Abstract:Most existing cross-lingual summarization (CLS) work constructs CLS corpora by simply and directly translating pre-annotated summaries from one language to another, which can contain errors from both summarization and translation processes. To address this issue, we propose ConvSumX, a cross-lingual conversation summarization benchmark, through a new annotation schema that explicitly considers source input context. ConvSumX consists of 2 sub-tasks under different real-world scenarios, with each covering 3 language directions. We conduct thorough analysis on ConvSumX and 3 widely-used manually annotated CLS corpora and empirically find that ConvSumX is more faithful towards input text. Additionally, based on the same intuition, we propose a 2-Step method, which takes both conversation and summary as input to simulate human annotation process. Experimental results show that 2-Step method surpasses strong baselines on ConvSumX under both automatic and human evaluation. Analysis shows that both source input text and summary are crucial for modeling cross-lingual summaries.
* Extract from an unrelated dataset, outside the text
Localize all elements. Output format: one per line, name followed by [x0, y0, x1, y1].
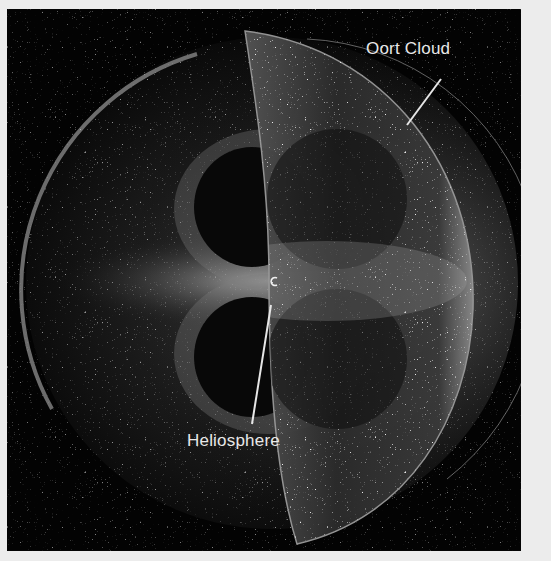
- heliosphere-label: Heliosphere: [187, 431, 280, 451]
- diagram-frame: Oort Cloud Heliosphere: [7, 9, 521, 551]
- oort-cloud-illustration: [7, 9, 521, 551]
- oort-cloud-label: Oort Cloud: [366, 39, 450, 59]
Abstract:In this paper, we take the initiative to investigate the performance of LLMs on complex planning tasks that require LLMs to understand a virtual spatial environment simulated via natural language and act correspondingly in text. We propose a benchmark named Natural Language Planning (NLP) composed of a set of novel tasks: Brick World, NLVR-based Manipulations, and Natural Language Navigation. We found that current popular LLMs such as ChatGPT still lack abilities in complex planning. This arises a question -- do the LLMs have a good understanding of the environments described in natural language, or maybe other alternatives such as symbolic representations are neater and hence better to be understood by LLMs? To this end, we propose a novel method called CoS (Chain-of-Symbol Prompting) that represents the complex environments with condensed symbolic spatial representations during the chained intermediate thinking steps. CoS is easy to use and does not need additional training on LLMs. Extensive experiments indicate that CoS clearly surpasses the performance of the Chain-of-Thought (CoT) Prompting in all three planning tasks with even fewer tokens used in the inputs compared with CoT on ChatGPT and InstructGPT. The performance gain is strong, by up to 60.8% accuracy (from 31.8% to 92.6%) on Brick World for ChatGPT. CoS also reduces the number of tokens in the prompt obviously, by up to 65.8% of the tokens (from 407 to 139) for the intermediate steps from demonstrations on Brick World.